Anna Contadini

Facets of Light: The Case of Rock Crystals

Middle Eastern rock crystal objects of the medieval period are famous for the fantastic quality of their carved relief decoration. This decoration is unmatched and reaches its high point during the Fatimid period, from the tenth to the twelfth century. The complex carving technique is done in a way to maximize the capturing and reflection of light, making the object appear vibrant and alive. It was doubtless this unprecedented aesthetic dimension that made Middle Eastern rock crystal objects so attractive and when they reached Europe they were often transformed into reliquaries. Also to be discussed when talking about reception—in the Middle East as well as in Europe—are the symbolic properties of light that may be associated with rock crystal and the objects made of it.

Anna Contadini is Professor of the History of Islamic Art, Department of the History of Art and Archaeology, SOAS, University of London, Director of the “Treasures of SOAS” and of the “Griffin and Lion” projects, and a member of the Centre for Iranian Studies at the LMEI (London Middle East Institute). She has been a Curator at the V&A (where she conducted research culminating in her book Fatimid Art at the Victoria and Albert Museum, V&A, 1998) and at the Chester Beatty Library, and Lecturer in Islamic Art at Trinity College, Dublin. Her doctoral thesis examined early Arab and Persian miniature painting, a research topic still central to her work, and she organized the international conference, Arab Painting: Text and Image in Illustrated Arabic Manuscripts, which led to an edited publication under the same title (Leiden-Boston: Brill, 2007 and 2010). On the subject of painting she has also just published a monograph on A World of Beasts: A Thirteenth-Century Illustrated Arabic Book on Animals (the Kitab Na‘t al-Hayawan) in the Ibn Bakhtishu‘ Tradition (Leiden-Boston: Brill, 2012) and she is preparing a monograph on themes of Arab Painting for Reaktion Books.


__ABOUT THIS EXERCISE__: Could you transcribe every record below exactly, leaving out the pictures?
[DATASET ENTRIES — start]
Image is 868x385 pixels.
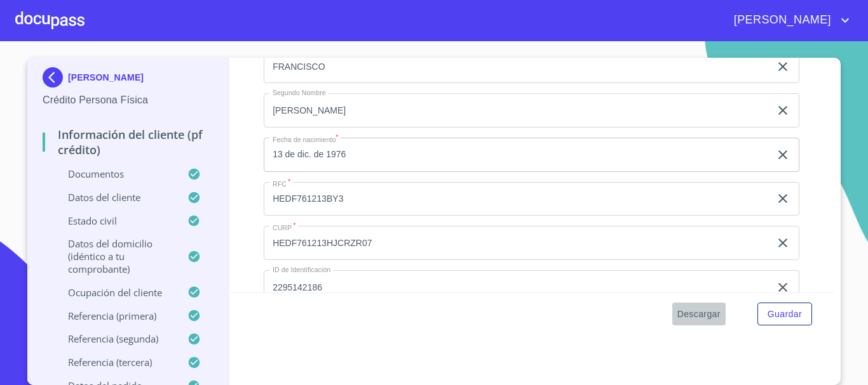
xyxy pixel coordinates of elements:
p: Referencia (primera) [43,310,187,323]
p: Datos del cliente [43,191,187,204]
p: Información del cliente (PF crédito) [43,127,213,157]
p: Referencia (tercera) [43,356,187,368]
div: [PERSON_NAME] [43,67,213,93]
button: clear input [775,280,790,295]
img: Docupass spot blue [43,67,68,88]
button: account of current user [724,10,853,31]
span: Guardar [768,307,802,323]
button: clear input [775,59,790,74]
p: Documentos [43,167,187,181]
button: Guardar [758,303,812,326]
p: Referencia (segunda) [43,333,187,345]
p: [PERSON_NAME] [68,72,144,82]
span: [PERSON_NAME] [724,10,837,31]
p: Estado Civil [43,214,187,227]
p: Ocupación del Cliente [43,286,187,299]
p: Datos del domicilio (idéntico a tu comprobante) [43,238,187,275]
button: clear input [775,191,790,206]
span: Descargar [677,307,720,323]
button: Descargar [673,303,726,326]
button: clear input [775,236,790,251]
button: clear input [775,103,790,118]
p: Crédito Persona Física [43,93,213,108]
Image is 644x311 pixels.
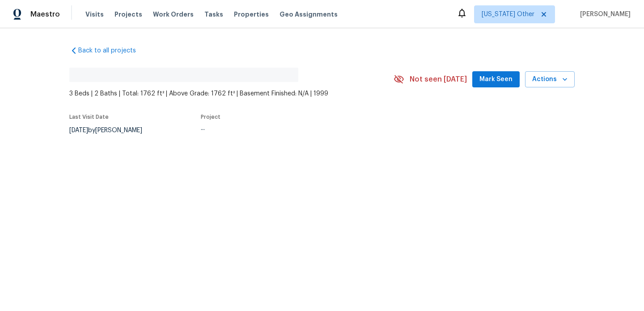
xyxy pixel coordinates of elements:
[70,125,153,135] div: by [PERSON_NAME]
[234,10,269,19] span: Properties
[472,72,520,88] button: Mark Seen
[31,10,60,19] span: Maestro
[577,10,631,19] span: [PERSON_NAME]
[70,46,156,55] a: Back to all projects
[482,10,535,19] span: [US_STATE] Other
[533,74,567,85] span: Actions
[153,10,194,19] span: Work Orders
[201,125,373,131] div: ...
[70,89,394,98] span: 3 Beds | 2 Baths | Total: 1762 ft² | Above Grade: 1762 ft² | Basement Finished: N/A | 1999
[201,114,220,119] span: Project
[204,11,223,18] span: Tasks
[115,10,142,19] span: Projects
[480,74,513,85] span: Mark Seen
[70,114,109,119] span: Last Visit Date
[280,10,338,19] span: Geo Assignments
[70,127,88,134] span: [DATE]
[410,75,467,84] span: Not seen [DATE]
[85,10,104,19] span: Visits
[525,72,575,88] button: Actions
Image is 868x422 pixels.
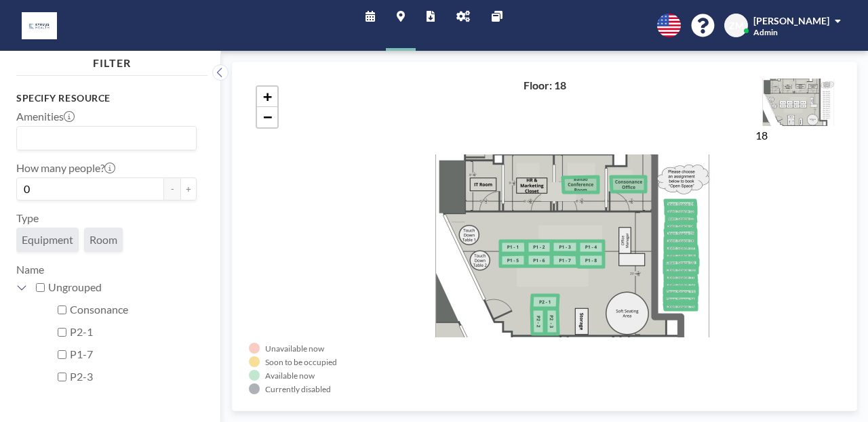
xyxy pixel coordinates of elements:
h4: FILTER [17,51,207,70]
label: Amenities [17,110,75,123]
div: Search for option [17,126,196,150]
div: Currently disabled [266,384,331,395]
label: 18 [756,128,768,142]
span: ZM [730,19,744,32]
a: Zoom in [257,87,277,107]
div: Soon to be occupied [266,357,338,368]
img: organization-logo [21,13,57,39]
input: Search for option [18,129,189,147]
span: + [264,88,272,105]
label: Consonance [70,303,197,317]
span: Admin [754,27,778,37]
label: P2-1 [70,326,197,339]
img: 2f7274218fad236723d89774894f4856.jpg [756,79,841,126]
span: Room [90,233,118,247]
label: P1-7 [70,348,197,362]
h4: Floor: 18 [524,79,566,92]
label: Type [17,212,39,225]
button: - [164,178,180,200]
h3: Specify resource [17,92,197,104]
div: Unavailable now [266,343,324,354]
label: P2-3 [70,370,197,384]
div: Available now [266,370,315,381]
a: Zoom out [257,107,277,127]
button: + [180,178,197,200]
span: Equipment [21,233,73,247]
span: − [264,109,272,125]
label: How many people? [17,161,116,175]
label: Name [17,264,44,276]
span: [PERSON_NAME] [754,15,830,26]
label: Ungrouped [49,281,197,295]
label: P2-2 [70,393,197,406]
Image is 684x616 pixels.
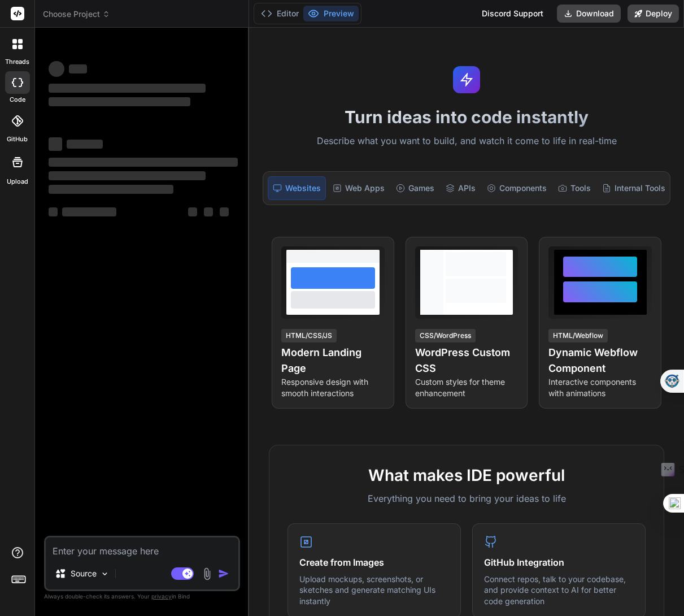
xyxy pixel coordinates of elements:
[598,176,670,200] div: Internal Tools
[287,491,646,505] p: Everything you need to bring your ideas to life
[548,329,608,343] div: HTML/Webflow
[9,95,26,104] label: code
[415,329,475,343] div: CSS/WordPress
[392,176,439,200] div: Games
[281,376,385,399] p: Responsive design with smooth interactions
[100,569,109,578] img: Pick Models
[7,134,28,144] label: GitHub
[287,463,646,487] h2: What makes IDE powerful
[268,176,326,200] div: Websites
[300,555,449,569] h4: Create from Images
[257,6,303,21] button: Editor
[49,61,64,77] span: ‌
[415,376,518,399] p: Custom styles for theme enhancement
[281,345,385,376] h4: Modern Landing Page
[256,134,677,149] p: Describe what you want to build, and watch it come to life in real-time
[49,157,238,167] span: ‌
[303,6,359,21] button: Preview
[256,106,677,127] h1: Turn ideas into code instantly
[219,207,229,217] span: ‌
[44,590,240,601] p: Always double-check its answers. Your in Bind
[49,184,174,194] span: ‌
[300,573,449,607] p: Upload mockups, screenshots, or sketches and generate matching UIs instantly
[475,4,551,23] div: Discord Support
[5,57,29,66] label: threads
[49,84,206,93] span: ‌
[548,376,652,399] p: Interactive components with animations
[628,4,679,23] button: Deploy
[669,497,681,509] img: one_i.png
[441,176,481,200] div: APIs
[557,4,621,23] button: Download
[49,207,58,217] span: ‌
[49,97,190,106] span: ‌
[204,207,213,217] span: ‌
[49,137,62,151] span: ‌
[43,9,110,20] span: Choose Project
[483,176,551,200] div: Components
[484,573,634,607] p: Connect repos, talk to your codebase, and provide context to AI for better code generation
[62,207,117,217] span: ‌
[66,139,103,149] span: ‌
[415,345,518,376] h4: WordPress Custom CSS
[548,345,652,376] h4: Dynamic Webflow Component
[218,568,230,579] img: icon
[484,555,634,569] h4: GitHub Integration
[328,176,389,200] div: Web Apps
[69,64,87,74] span: ‌
[281,329,337,343] div: HTML/CSS/JS
[7,177,28,187] label: Upload
[201,567,214,580] img: attachment
[188,207,197,217] span: ‌
[71,568,96,579] p: Source
[553,176,596,200] div: Tools
[152,593,172,599] span: privacy
[49,171,206,180] span: ‌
[DATASET ENTRIES — finish]
__REPLY__:
Image is 868x385 pixels.
xyxy pixel coordinates of elements:
p: Referencia (primera) [43,310,187,323]
p: Datos del cliente [43,191,187,204]
p: Información del cliente (PF crédito) [43,127,213,157]
p: Referencia (tercera) [43,356,187,368]
div: [PERSON_NAME] [43,67,213,93]
button: clear input [775,280,790,295]
img: Docupass spot blue [43,67,68,88]
button: account of current user [724,10,853,31]
span: Guardar [768,307,802,323]
button: clear input [775,59,790,74]
p: Documentos [43,167,187,181]
button: Guardar [758,303,812,326]
p: Referencia (segunda) [43,333,187,345]
p: [PERSON_NAME] [68,72,144,82]
span: [PERSON_NAME] [724,10,837,31]
p: Estado Civil [43,214,187,227]
p: Ocupación del Cliente [43,286,187,299]
p: Datos del domicilio (idéntico a tu comprobante) [43,238,187,275]
button: clear input [775,191,790,206]
span: Descargar [677,307,720,323]
button: Descargar [673,303,726,326]
button: clear input [775,236,790,251]
button: clear input [775,103,790,118]
p: Crédito Persona Física [43,93,213,108]
Image is 644x311 pixels.
xyxy pixel coordinates of elements:
[70,125,153,135] div: by [PERSON_NAME]
[234,10,269,19] span: Properties
[472,72,520,88] button: Mark Seen
[31,10,60,19] span: Maestro
[577,10,631,19] span: [PERSON_NAME]
[70,46,156,55] a: Back to all projects
[482,10,535,19] span: [US_STATE] Other
[533,74,567,85] span: Actions
[153,10,194,19] span: Work Orders
[201,125,373,131] div: ...
[70,89,394,98] span: 3 Beds | 2 Baths | Total: 1762 ft² | Above Grade: 1762 ft² | Basement Finished: N/A | 1999
[201,114,220,119] span: Project
[204,11,223,18] span: Tasks
[115,10,142,19] span: Projects
[480,74,513,85] span: Mark Seen
[70,114,109,119] span: Last Visit Date
[280,10,338,19] span: Geo Assignments
[70,127,88,134] span: [DATE]
[410,75,467,84] span: Not seen [DATE]
[85,10,104,19] span: Visits
[525,72,575,88] button: Actions
Image is 868x422 pixels.
xyxy pixel coordinates of elements:
h4: FILTER [17,51,207,70]
label: Amenities [17,110,75,123]
div: Search for option [17,126,196,150]
div: Currently disabled [266,384,331,395]
label: 18 [756,128,768,142]
span: ZM [730,19,744,32]
a: Zoom in [257,87,277,107]
div: Soon to be occupied [266,357,338,368]
img: organization-logo [21,13,57,39]
input: Search for option [18,129,189,147]
span: + [264,88,272,105]
label: Consonance [70,303,197,317]
span: Admin [754,27,778,37]
label: P2-1 [70,326,197,339]
img: 2f7274218fad236723d89774894f4856.jpg [756,79,841,126]
span: Room [90,233,118,247]
label: P1-7 [70,348,197,362]
h4: Floor: 18 [524,79,566,92]
label: Type [17,212,39,225]
button: - [164,178,180,200]
h3: Specify resource [17,92,197,104]
div: Unavailable now [266,343,324,354]
label: P2-3 [70,370,197,384]
div: Available now [266,370,315,381]
a: Zoom out [257,107,277,127]
button: + [180,178,197,200]
span: Equipment [21,233,73,247]
span: − [264,109,272,125]
label: How many people? [17,161,116,175]
label: Name [17,264,44,276]
span: [PERSON_NAME] [754,15,830,26]
label: Ungrouped [49,281,197,295]
label: P2-2 [70,393,197,406]
Image is 684x616 pixels.
xyxy pixel coordinates of elements:
[598,176,670,200] div: Internal Tools
[287,491,646,505] p: Everything you need to bring your ideas to life
[548,329,608,343] div: HTML/Webflow
[9,95,26,104] label: code
[415,329,475,343] div: CSS/WordPress
[392,176,439,200] div: Games
[281,376,385,399] p: Responsive design with smooth interactions
[100,569,109,578] img: Pick Models
[7,134,28,144] label: GitHub
[287,463,646,487] h2: What makes IDE powerful
[268,176,326,200] div: Websites
[300,555,449,569] h4: Create from Images
[257,6,303,21] button: Editor
[49,61,64,77] span: ‌
[415,376,518,399] p: Custom styles for theme enhancement
[281,345,385,376] h4: Modern Landing Page
[256,134,677,149] p: Describe what you want to build, and watch it come to life in real-time
[49,157,238,167] span: ‌
[303,6,359,21] button: Preview
[256,106,677,127] h1: Turn ideas into code instantly
[219,207,229,217] span: ‌
[44,590,240,601] p: Always double-check its answers. Your in Bind
[49,184,174,194] span: ‌
[300,573,449,607] p: Upload mockups, screenshots, or sketches and generate matching UIs instantly
[475,4,551,23] div: Discord Support
[5,57,29,66] label: threads
[49,84,206,93] span: ‌
[548,376,652,399] p: Interactive components with animations
[628,4,679,23] button: Deploy
[669,497,681,509] img: one_i.png
[441,176,481,200] div: APIs
[557,4,621,23] button: Download
[49,207,58,217] span: ‌
[49,97,190,106] span: ‌
[204,207,213,217] span: ‌
[49,137,62,151] span: ‌
[43,9,110,20] span: Choose Project
[483,176,551,200] div: Components
[484,573,634,607] p: Connect repos, talk to your codebase, and provide context to AI for better code generation
[62,207,117,217] span: ‌
[66,139,103,149] span: ‌
[415,345,518,376] h4: WordPress Custom CSS
[548,345,652,376] h4: Dynamic Webflow Component
[218,568,230,579] img: icon
[484,555,634,569] h4: GitHub Integration
[328,176,389,200] div: Web Apps
[69,64,87,74] span: ‌
[281,329,337,343] div: HTML/CSS/JS
[7,177,28,187] label: Upload
[201,567,214,580] img: attachment
[188,207,197,217] span: ‌
[71,568,96,579] p: Source
[553,176,596,200] div: Tools
[152,593,172,599] span: privacy
[49,171,206,180] span: ‌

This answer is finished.